AZ Schools Teach Raza Hate Instead of History
pt 1 - HT to My Pet Jawa. Let's make this cretin's life/career exposed to sunlight, the great disinfectant! I'm not gonna snark cuz it will be too acidic
Augustine Romero, director of Tucson Unified School District's ethnic-studies department, is nothing if not candid about his program.
Traditional history and civics courses, Romero argues, have "been highly ineffective to children of color." He has a better way.
That better way, as presented to students in Romero's increasingly influential program, is, effectively, revolution. Or, if that "R-word" strikes you as too edgy, resistance - a resistance against history and civics as traditionally taught, which Romero considers the product of "ultraconservatives."

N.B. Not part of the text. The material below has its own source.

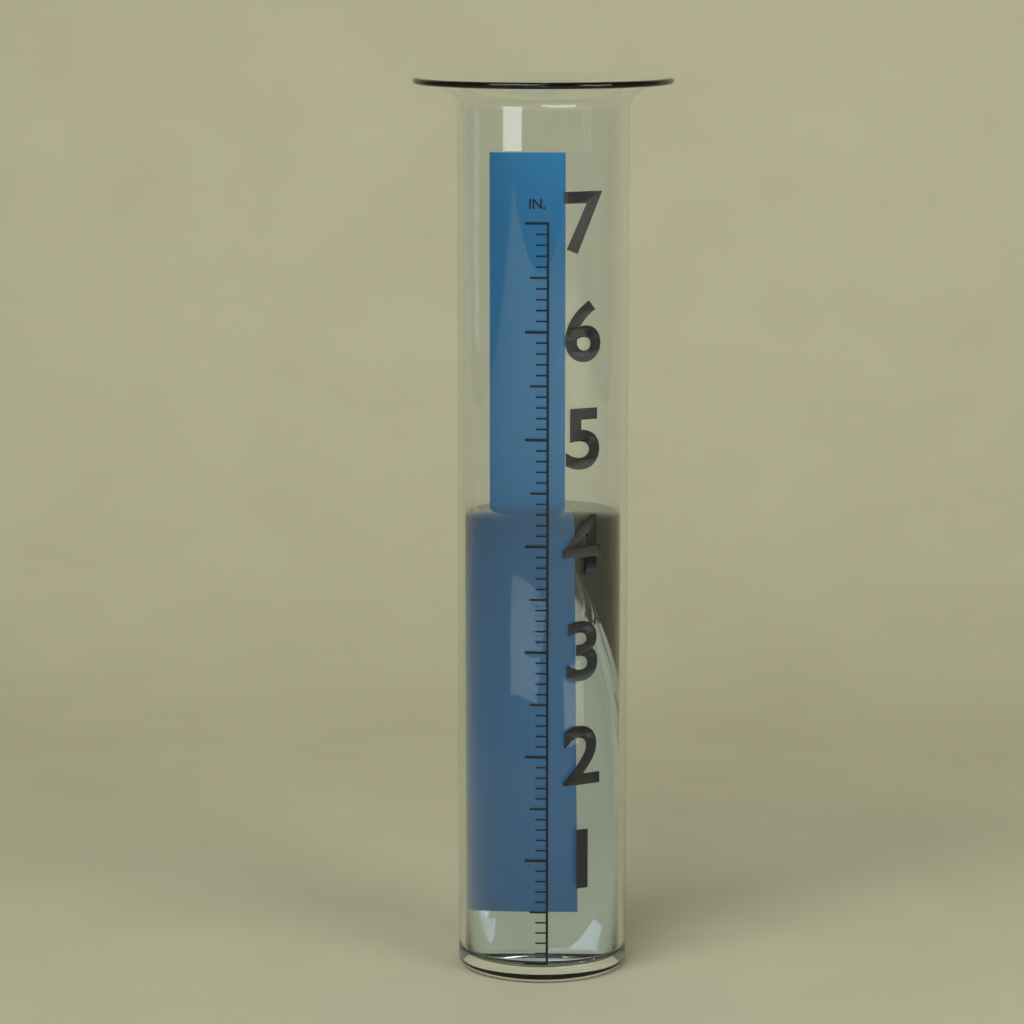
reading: 4.2 in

"With the ultraconservative orientation, people want to believe that if you offer a naive, simplistic, color-blind orientation, that's the only truth.
"We transcend indoctrination because we offer multiple perspectives. It's a higher level of thinking."

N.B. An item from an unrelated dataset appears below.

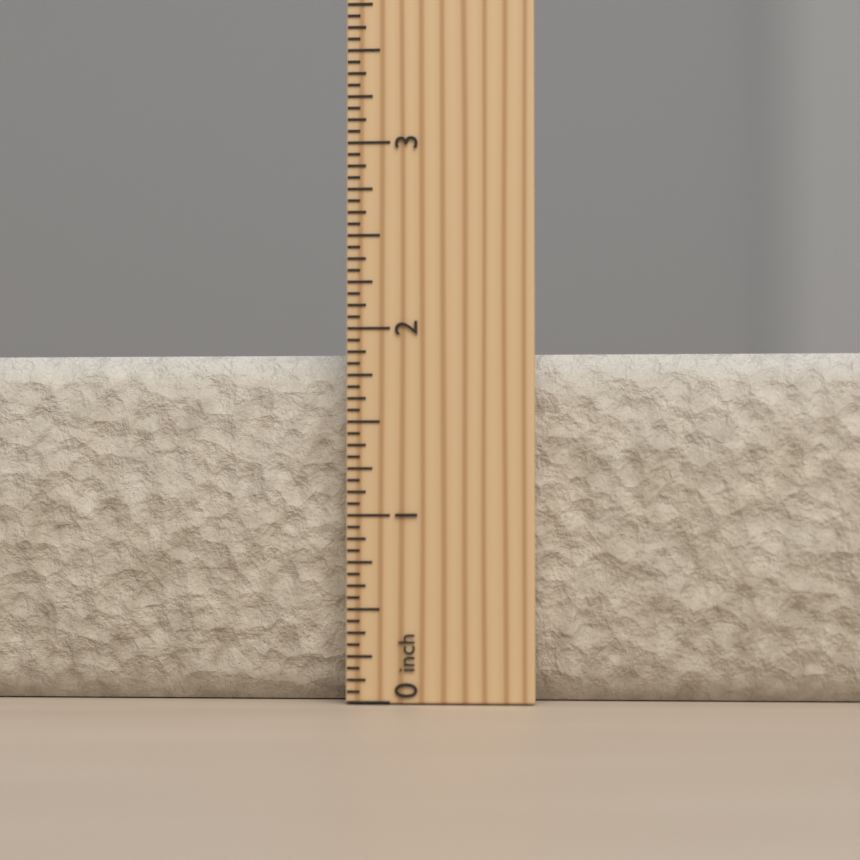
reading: 1.8750 inch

If Romero's words sound politically anchored, they should. Romero happily acknowledges that he and all his instructors are "progressives," and he is contemptuous of teachers who resist admitting that all history instruction is political.
"Our teachers are left-leaning. They are progressives. They're going to have things (in their courses) that conservatives are not going to like," he told me.

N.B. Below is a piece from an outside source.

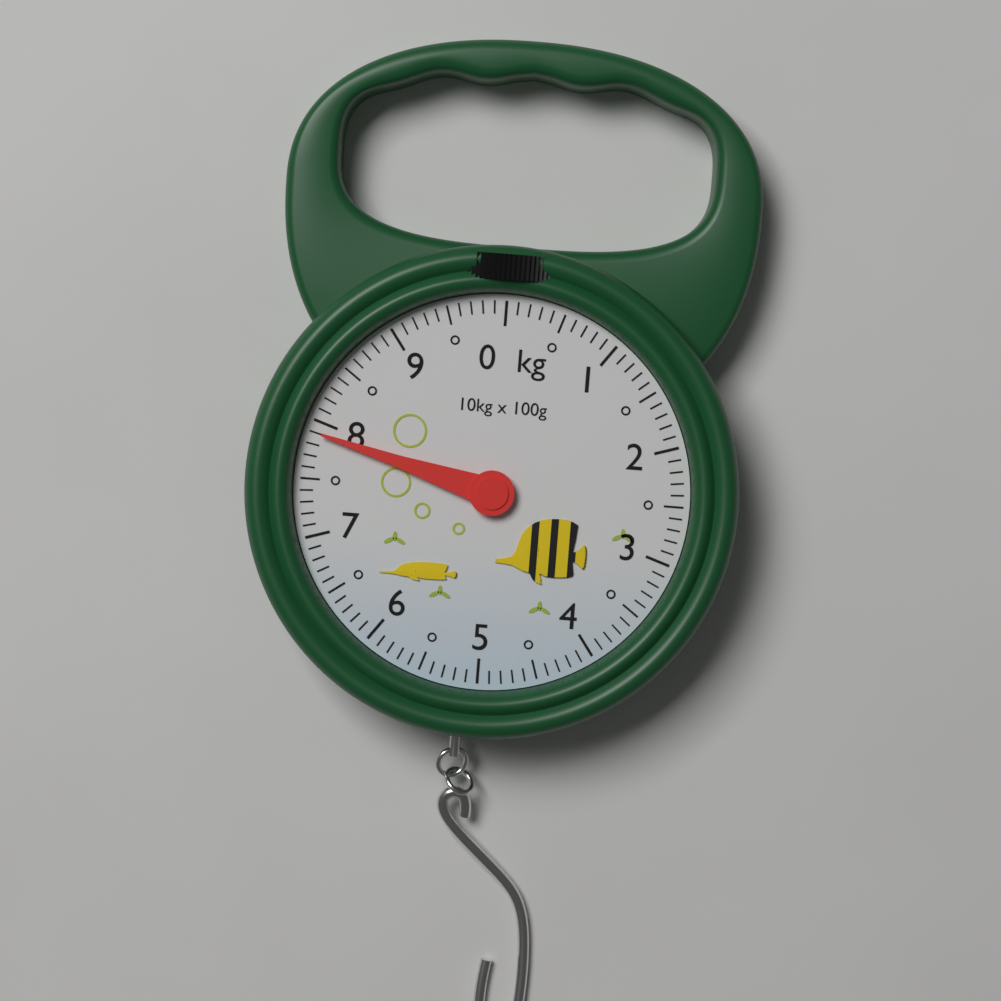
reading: 7.9 kg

"Their concern is that it's not their political orientation. To sit here and say teachers don't walk into the classroom with a political orientation, that's the furthest (thing) from the truth."
Romero is a confident man. Not unlike that self-assured aide-de-camp of Fidel Castro, Ché Guevara, whose romantic portrait has been hung in Romero's ethnic-studies classrooms.
Ché, too, believed the world was divided between progressives and ultraconservative reactionaries, many of whom he imprisoned and shot.
In one of Romero's TUSD classrooms, in fact, a video posted for a time on the Internet Web site YouTube showed at least four separate posters of the beret-capped Ché decorating the classroom walls. And a poster of Pancho Villa. And, yes, one poster of the godfather of the revolution himself, Fidel.